··· Data under study ···

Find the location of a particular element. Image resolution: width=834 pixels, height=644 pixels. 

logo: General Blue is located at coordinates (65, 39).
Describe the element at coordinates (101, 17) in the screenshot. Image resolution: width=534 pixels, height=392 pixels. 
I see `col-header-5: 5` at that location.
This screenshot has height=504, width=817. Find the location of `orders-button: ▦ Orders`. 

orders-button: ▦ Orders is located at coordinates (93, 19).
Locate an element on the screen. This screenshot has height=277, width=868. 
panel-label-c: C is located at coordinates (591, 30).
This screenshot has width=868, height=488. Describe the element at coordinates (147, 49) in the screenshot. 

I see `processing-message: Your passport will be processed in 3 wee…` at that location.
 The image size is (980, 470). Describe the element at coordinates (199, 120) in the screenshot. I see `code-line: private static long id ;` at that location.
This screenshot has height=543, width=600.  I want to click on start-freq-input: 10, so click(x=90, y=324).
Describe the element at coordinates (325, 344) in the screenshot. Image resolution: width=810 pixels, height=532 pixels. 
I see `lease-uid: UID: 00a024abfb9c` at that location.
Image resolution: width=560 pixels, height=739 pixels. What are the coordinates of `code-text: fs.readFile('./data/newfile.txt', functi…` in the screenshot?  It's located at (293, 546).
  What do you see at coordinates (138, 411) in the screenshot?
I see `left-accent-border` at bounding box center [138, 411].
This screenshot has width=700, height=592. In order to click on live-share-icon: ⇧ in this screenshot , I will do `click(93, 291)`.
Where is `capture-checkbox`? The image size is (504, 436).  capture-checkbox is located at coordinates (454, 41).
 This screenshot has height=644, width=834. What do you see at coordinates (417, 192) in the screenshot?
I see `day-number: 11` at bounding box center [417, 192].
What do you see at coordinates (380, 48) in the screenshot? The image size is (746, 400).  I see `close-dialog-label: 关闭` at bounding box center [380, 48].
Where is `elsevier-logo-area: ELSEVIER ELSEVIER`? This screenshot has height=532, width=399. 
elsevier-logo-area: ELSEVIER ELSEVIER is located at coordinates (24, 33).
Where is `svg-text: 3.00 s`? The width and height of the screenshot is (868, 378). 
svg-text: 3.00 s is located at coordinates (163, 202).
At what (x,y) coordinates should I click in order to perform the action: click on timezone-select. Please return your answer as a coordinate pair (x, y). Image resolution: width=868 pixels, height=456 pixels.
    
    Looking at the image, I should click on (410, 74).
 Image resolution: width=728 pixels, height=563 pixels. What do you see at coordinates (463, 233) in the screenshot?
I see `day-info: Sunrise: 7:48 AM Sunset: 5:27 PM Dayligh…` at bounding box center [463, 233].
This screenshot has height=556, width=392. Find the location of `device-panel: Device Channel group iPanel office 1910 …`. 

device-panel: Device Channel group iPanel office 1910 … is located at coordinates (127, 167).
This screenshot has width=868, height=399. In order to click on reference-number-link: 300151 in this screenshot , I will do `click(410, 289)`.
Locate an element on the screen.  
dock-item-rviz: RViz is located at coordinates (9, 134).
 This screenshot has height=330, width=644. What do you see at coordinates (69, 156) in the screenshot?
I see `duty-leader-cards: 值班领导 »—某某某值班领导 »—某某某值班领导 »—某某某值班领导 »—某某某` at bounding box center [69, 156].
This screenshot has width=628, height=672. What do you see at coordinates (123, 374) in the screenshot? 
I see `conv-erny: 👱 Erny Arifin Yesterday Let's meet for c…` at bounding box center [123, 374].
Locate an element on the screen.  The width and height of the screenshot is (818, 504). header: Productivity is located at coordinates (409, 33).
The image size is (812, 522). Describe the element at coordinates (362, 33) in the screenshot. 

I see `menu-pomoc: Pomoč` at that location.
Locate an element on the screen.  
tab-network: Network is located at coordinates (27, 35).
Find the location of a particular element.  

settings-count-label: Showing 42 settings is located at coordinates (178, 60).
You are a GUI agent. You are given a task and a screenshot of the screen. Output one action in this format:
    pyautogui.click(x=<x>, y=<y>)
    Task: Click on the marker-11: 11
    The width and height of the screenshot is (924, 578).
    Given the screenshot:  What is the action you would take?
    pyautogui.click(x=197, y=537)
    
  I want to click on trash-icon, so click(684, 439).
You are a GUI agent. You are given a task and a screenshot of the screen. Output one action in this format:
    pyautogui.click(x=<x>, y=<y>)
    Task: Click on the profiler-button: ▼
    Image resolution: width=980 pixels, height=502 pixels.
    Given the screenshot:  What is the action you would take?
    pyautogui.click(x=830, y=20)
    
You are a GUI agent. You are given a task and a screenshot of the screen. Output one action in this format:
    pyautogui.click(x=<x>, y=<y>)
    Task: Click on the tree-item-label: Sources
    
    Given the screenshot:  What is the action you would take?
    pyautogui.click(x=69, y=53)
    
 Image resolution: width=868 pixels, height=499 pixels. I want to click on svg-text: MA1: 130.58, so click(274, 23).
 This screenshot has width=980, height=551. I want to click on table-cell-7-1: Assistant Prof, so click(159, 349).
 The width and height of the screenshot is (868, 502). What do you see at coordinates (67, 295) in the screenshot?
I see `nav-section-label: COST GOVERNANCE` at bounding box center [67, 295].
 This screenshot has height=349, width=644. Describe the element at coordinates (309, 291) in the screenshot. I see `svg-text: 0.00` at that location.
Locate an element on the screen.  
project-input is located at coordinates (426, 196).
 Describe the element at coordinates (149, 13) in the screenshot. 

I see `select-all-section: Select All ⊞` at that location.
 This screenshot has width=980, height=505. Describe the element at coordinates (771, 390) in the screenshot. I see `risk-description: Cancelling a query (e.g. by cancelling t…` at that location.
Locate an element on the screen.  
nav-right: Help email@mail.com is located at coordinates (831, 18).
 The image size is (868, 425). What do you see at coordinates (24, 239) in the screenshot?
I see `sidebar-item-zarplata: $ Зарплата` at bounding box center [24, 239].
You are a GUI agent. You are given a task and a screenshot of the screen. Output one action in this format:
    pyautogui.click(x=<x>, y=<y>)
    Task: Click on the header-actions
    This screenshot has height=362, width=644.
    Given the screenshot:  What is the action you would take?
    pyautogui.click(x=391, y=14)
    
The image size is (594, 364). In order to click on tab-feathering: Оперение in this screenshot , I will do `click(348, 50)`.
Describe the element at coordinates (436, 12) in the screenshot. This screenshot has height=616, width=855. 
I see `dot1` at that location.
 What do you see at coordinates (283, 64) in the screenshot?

···

▸ **Exercise description**
The listing above is to be restated word for word.

▸ **Response box**
Find the location of a particular element. Image resolution: width=834 pixels, height=644 pixels. 

logo: General Blue is located at coordinates (65, 39).
Describe the element at coordinates (101, 17) in the screenshot. Image resolution: width=534 pixels, height=392 pixels. 
I see `col-header-5: 5` at that location.
This screenshot has height=504, width=817. Find the location of `orders-button: ▦ Orders`. 

orders-button: ▦ Orders is located at coordinates (93, 19).
Locate an element on the screen. This screenshot has height=277, width=868. 
panel-label-c: C is located at coordinates (591, 30).
This screenshot has width=868, height=488. Describe the element at coordinates (147, 49) in the screenshot. 

I see `processing-message: Your passport will be processed in 3 wee…` at that location.
 The image size is (980, 470). Describe the element at coordinates (199, 120) in the screenshot. I see `code-line: private static long id ;` at that location.
This screenshot has height=543, width=600.  I want to click on start-freq-input: 10, so click(x=90, y=324).
Describe the element at coordinates (325, 344) in the screenshot. Image resolution: width=810 pixels, height=532 pixels. 
I see `lease-uid: UID: 00a024abfb9c` at that location.
Image resolution: width=560 pixels, height=739 pixels. What are the coordinates of `code-text: fs.readFile('./data/newfile.txt', functi…` in the screenshot?  It's located at (293, 546).
  What do you see at coordinates (138, 411) in the screenshot?
I see `left-accent-border` at bounding box center [138, 411].
This screenshot has width=700, height=592. In order to click on live-share-icon: ⇧ in this screenshot , I will do `click(93, 291)`.
Where is `capture-checkbox`? The image size is (504, 436).  capture-checkbox is located at coordinates (454, 41).
 This screenshot has height=644, width=834. What do you see at coordinates (417, 192) in the screenshot?
I see `day-number: 11` at bounding box center [417, 192].
What do you see at coordinates (380, 48) in the screenshot? The image size is (746, 400).  I see `close-dialog-label: 关闭` at bounding box center [380, 48].
Where is `elsevier-logo-area: ELSEVIER ELSEVIER`? This screenshot has height=532, width=399. 
elsevier-logo-area: ELSEVIER ELSEVIER is located at coordinates (24, 33).
Where is `svg-text: 3.00 s`? The width and height of the screenshot is (868, 378). 
svg-text: 3.00 s is located at coordinates (163, 202).
At what (x,y) coordinates should I click in order to perform the action: click on timezone-select. Please return your answer as a coordinate pair (x, y). Image resolution: width=868 pixels, height=456 pixels.
    
    Looking at the image, I should click on (410, 74).
 Image resolution: width=728 pixels, height=563 pixels. What do you see at coordinates (463, 233) in the screenshot?
I see `day-info: Sunrise: 7:48 AM Sunset: 5:27 PM Dayligh…` at bounding box center [463, 233].
This screenshot has height=556, width=392. Find the location of `device-panel: Device Channel group iPanel office 1910 …`. 

device-panel: Device Channel group iPanel office 1910 … is located at coordinates (127, 167).
This screenshot has width=868, height=399. In order to click on reference-number-link: 300151 in this screenshot , I will do `click(410, 289)`.
Locate an element on the screen.  
dock-item-rviz: RViz is located at coordinates (9, 134).
 This screenshot has height=330, width=644. What do you see at coordinates (69, 156) in the screenshot?
I see `duty-leader-cards: 值班领导 »—某某某值班领导 »—某某某值班领导 »—某某某值班领导 »—某某某` at bounding box center [69, 156].
This screenshot has width=628, height=672. What do you see at coordinates (123, 374) in the screenshot? 
I see `conv-erny: 👱 Erny Arifin Yesterday Let's meet for c…` at bounding box center [123, 374].
Locate an element on the screen.  The width and height of the screenshot is (818, 504). header: Productivity is located at coordinates (409, 33).
The image size is (812, 522). Describe the element at coordinates (362, 33) in the screenshot. 

I see `menu-pomoc: Pomoč` at that location.
Locate an element on the screen.  
tab-network: Network is located at coordinates (27, 35).
Find the location of a particular element.  

settings-count-label: Showing 42 settings is located at coordinates (178, 60).
You are a GUI agent. You are given a task and a screenshot of the screen. Output one action in this format:
    pyautogui.click(x=<x>, y=<y>)
    Task: Click on the marker-11: 11
    The width and height of the screenshot is (924, 578).
    Given the screenshot:  What is the action you would take?
    pyautogui.click(x=197, y=537)
    
  I want to click on trash-icon, so click(684, 439).
You are a GUI agent. You are given a task and a screenshot of the screen. Output one action in this format:
    pyautogui.click(x=<x>, y=<y>)
    Task: Click on the profiler-button: ▼
    Image resolution: width=980 pixels, height=502 pixels.
    Given the screenshot:  What is the action you would take?
    pyautogui.click(x=830, y=20)
    
You are a GUI agent. You are given a task and a screenshot of the screen. Output one action in this format:
    pyautogui.click(x=<x>, y=<y>)
    Task: Click on the tree-item-label: Sources
    
    Given the screenshot:  What is the action you would take?
    pyautogui.click(x=69, y=53)
    
 Image resolution: width=868 pixels, height=499 pixels. I want to click on svg-text: MA1: 130.58, so click(274, 23).
 This screenshot has width=980, height=551. I want to click on table-cell-7-1: Assistant Prof, so click(159, 349).
 The width and height of the screenshot is (868, 502). What do you see at coordinates (67, 295) in the screenshot?
I see `nav-section-label: COST GOVERNANCE` at bounding box center [67, 295].
 This screenshot has height=349, width=644. Describe the element at coordinates (309, 291) in the screenshot. I see `svg-text: 0.00` at that location.
Locate an element on the screen.  
project-input is located at coordinates (426, 196).
 Describe the element at coordinates (149, 13) in the screenshot. 

I see `select-all-section: Select All ⊞` at that location.
 This screenshot has width=980, height=505. Describe the element at coordinates (771, 390) in the screenshot. I see `risk-description: Cancelling a query (e.g. by cancelling t…` at that location.
Locate an element on the screen.  
nav-right: Help email@mail.com is located at coordinates (831, 18).
 The image size is (868, 425). What do you see at coordinates (24, 239) in the screenshot?
I see `sidebar-item-zarplata: $ Зарплата` at bounding box center [24, 239].
You are a GUI agent. You are given a task and a screenshot of the screen. Output one action in this format:
    pyautogui.click(x=<x>, y=<y>)
    Task: Click on the header-actions
    This screenshot has height=362, width=644.
    Given the screenshot:  What is the action you would take?
    pyautogui.click(x=391, y=14)
    
The image size is (594, 364). In order to click on tab-feathering: Оперение in this screenshot , I will do `click(348, 50)`.
Describe the element at coordinates (436, 12) in the screenshot. This screenshot has height=616, width=855. 
I see `dot1` at that location.
 What do you see at coordinates (283, 64) in the screenshot?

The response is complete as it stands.